Mourners filled the 1,500-seat Rockefeller Memorial Chapel at the University of Chicago for the 2½-hour service. Johnson died Aug. 8 of heart failure at 87.

Obama said the positive images of blacks that Johnson placed in Ebony and Jet inspired blacks across the country to strive to become doctors, lawyers and politicians.

"Only a handful of men and women leave an imprint on the conscience of a nation and on the history that they helped shape," Obama said. "John Johnson was one of these men."

Born to a poor Arkansas family, Johnson started his publishing business with a $500 loan secured by his mother's furniture and built a publishing and cosmetics empire that made him one of the wealthiest and most influential black men in the United States.

Johnson launched Ebony in 1945, at a time when blacks had little political representation and enjoyed scant positive media coverage. The magazine's circulation of 25,000 a year grew to a monthly circulation of more than 1.6 million last year, according to the Audit Bureau of Circulation.
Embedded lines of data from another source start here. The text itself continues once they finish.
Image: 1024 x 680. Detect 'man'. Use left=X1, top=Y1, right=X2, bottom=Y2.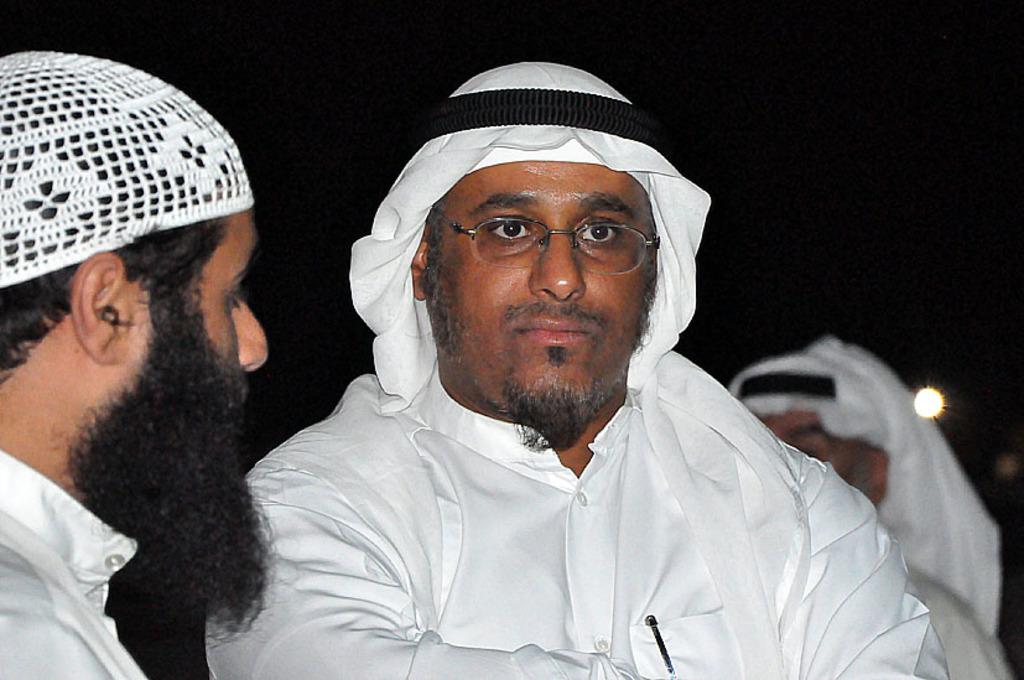
left=197, top=64, right=951, bottom=666.
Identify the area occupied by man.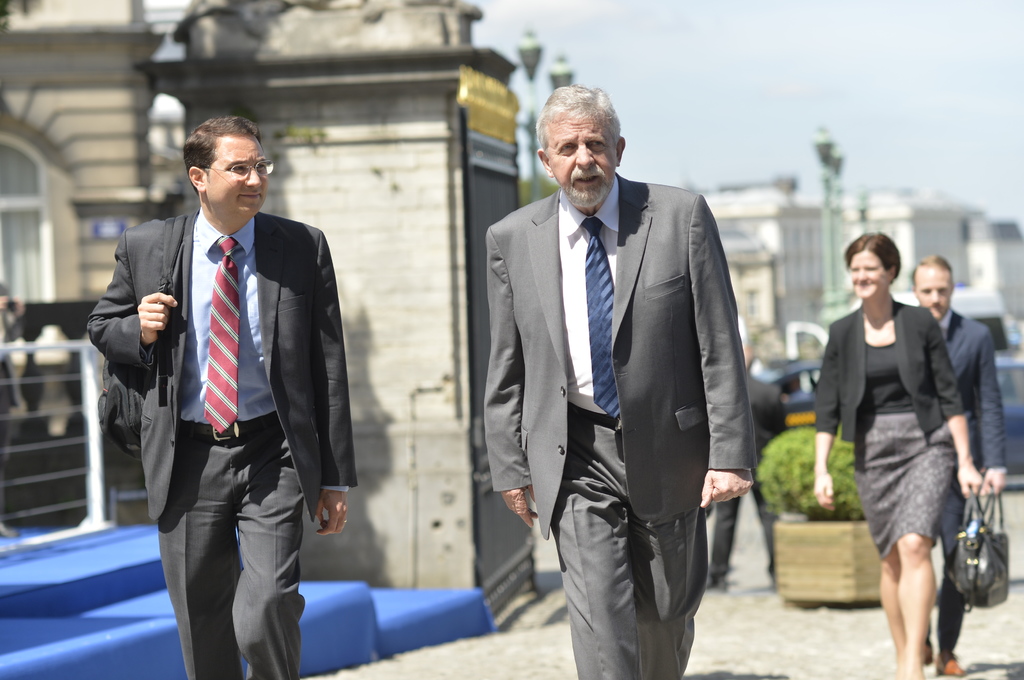
Area: rect(479, 80, 760, 679).
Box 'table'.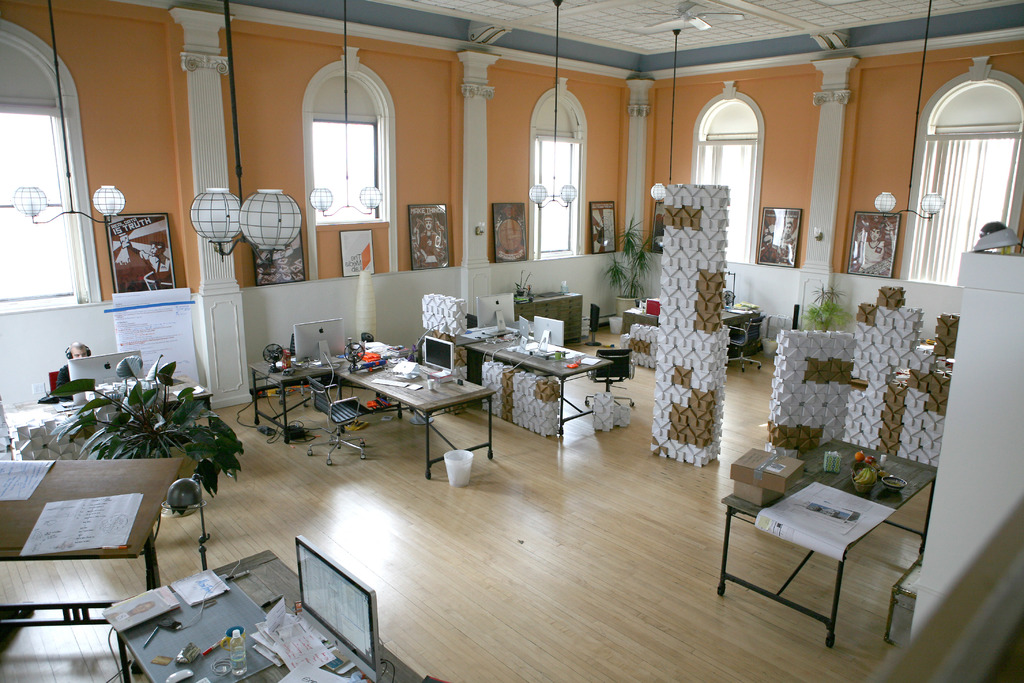
box(0, 456, 188, 627).
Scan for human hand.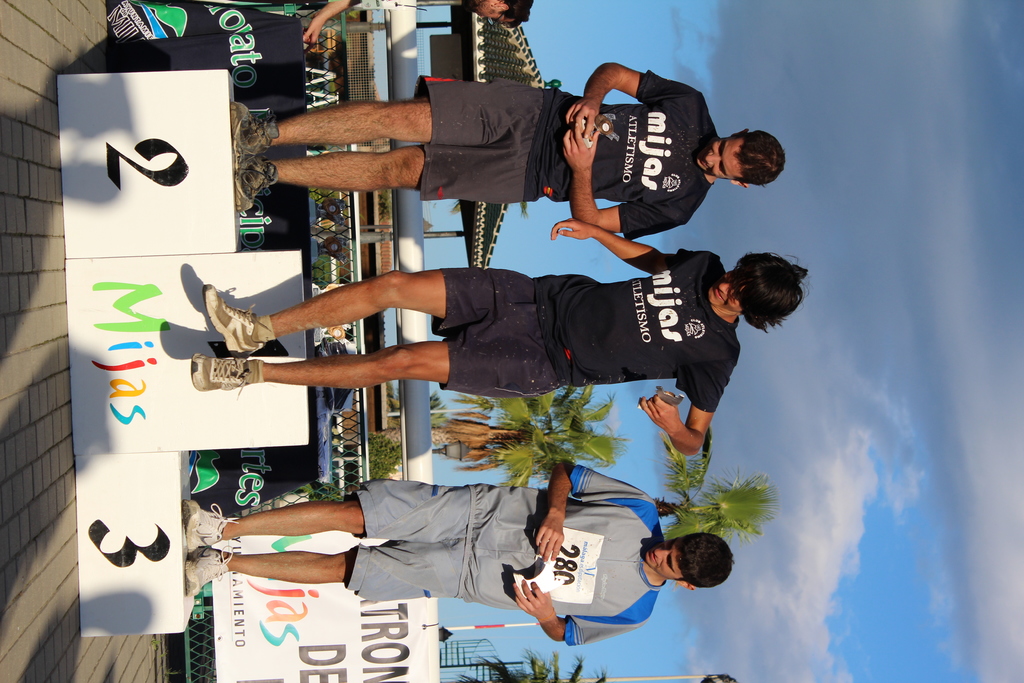
Scan result: (564,120,603,174).
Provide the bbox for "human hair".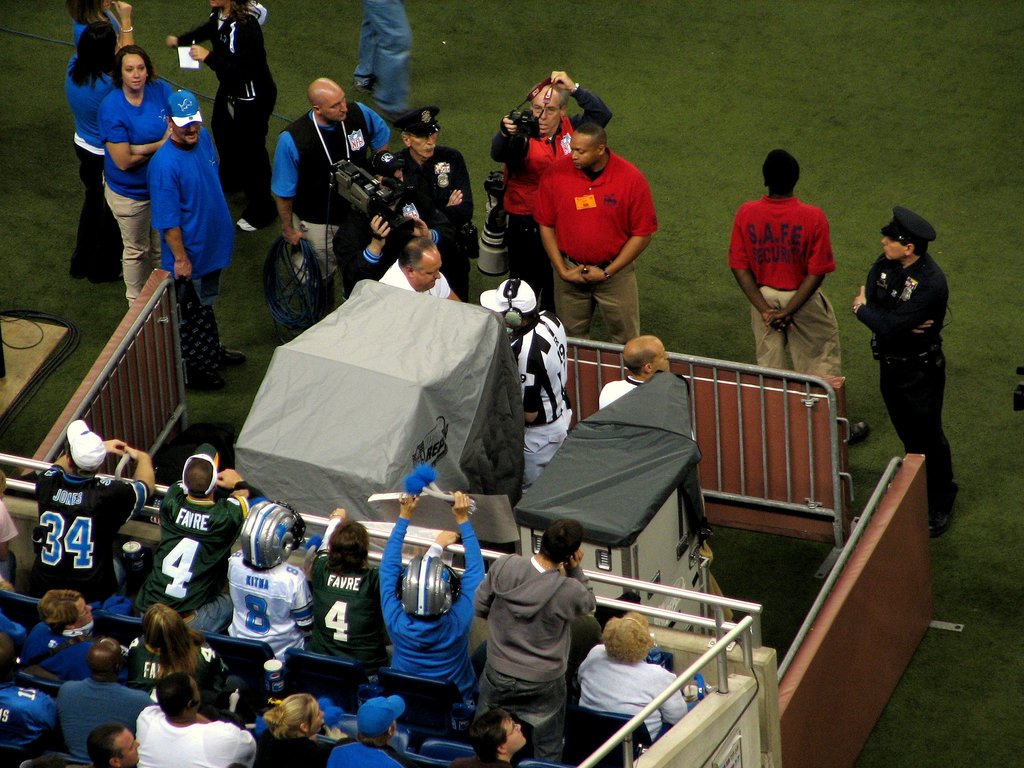
locate(66, 24, 112, 93).
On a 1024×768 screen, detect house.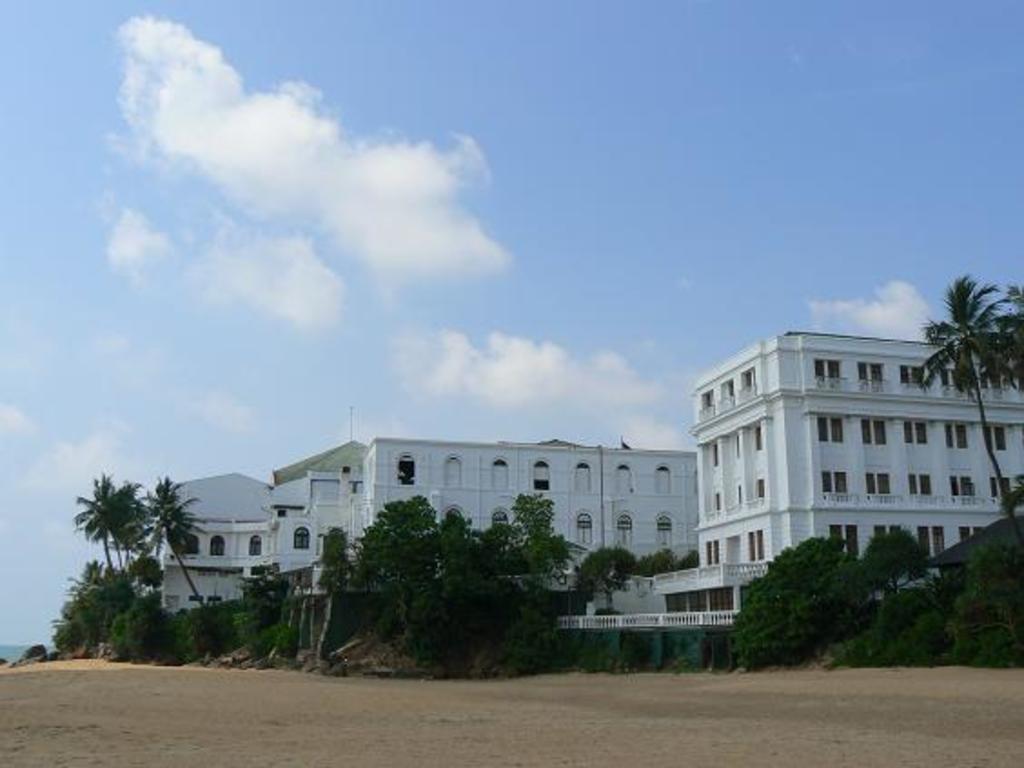
bbox=(674, 320, 1013, 599).
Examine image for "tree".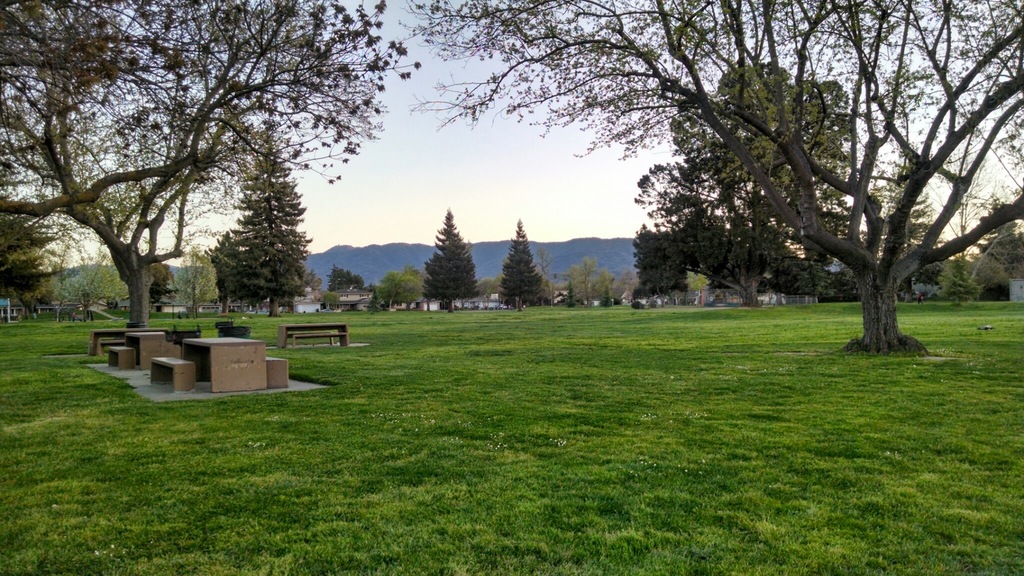
Examination result: bbox=(496, 214, 552, 312).
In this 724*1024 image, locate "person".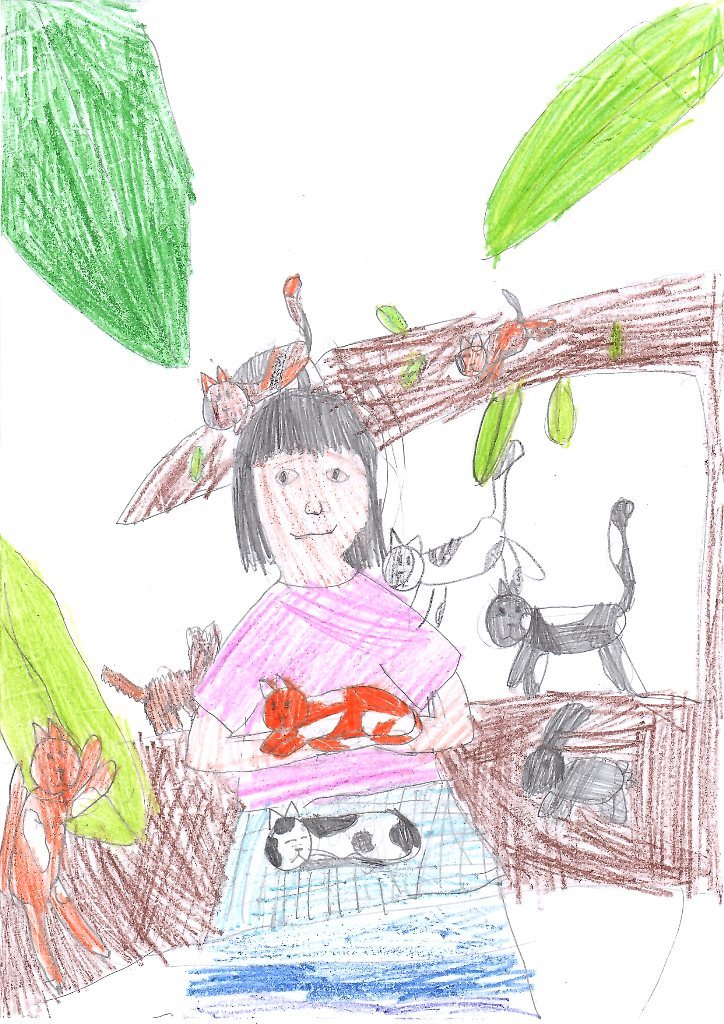
Bounding box: Rect(180, 379, 503, 939).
Jet magazine, a newsweekly founded in 1951, has a circulation of more than 954,000. Along with Ebony and Jet, Johnson Publishing owns Fashion Fair Cosmetics, a high-end line of cosmetics, and JPC Book Division, which publishes books by black authors.

Johnson also donated millions to historically black colleges and the civil rights movement, and he took pride in mentoring young people.

"John had a dream of black people who were successful and smart and beautiful and heroic," said Mr. Clinton, who nine years ago awarded the fellow Arkansas native the Presidential Medal of Freedom.

The funeral had lighter moments as well - such as when a friend of the family reminisced about Johnson's love of bubble gum ice cream, and broadcaster Tom Joyner's frustration at never being able to catch his former boss out of a suit and tie - even on weekends.

When Johnson's casket - covered in red roses - was taken out of the church, the orchestra played the jazz classic "Take the 'A' Train."

Johnson is survived by his wife, Eunice, a daughter, Linda Johnson Rice, president of Johnson Publishing Company Inc., and a granddaughter, Alexa Rice.

"John, your legacy will never die," said former President Clinton. "It lives on because you became great by showing the greatness and the goodness in others."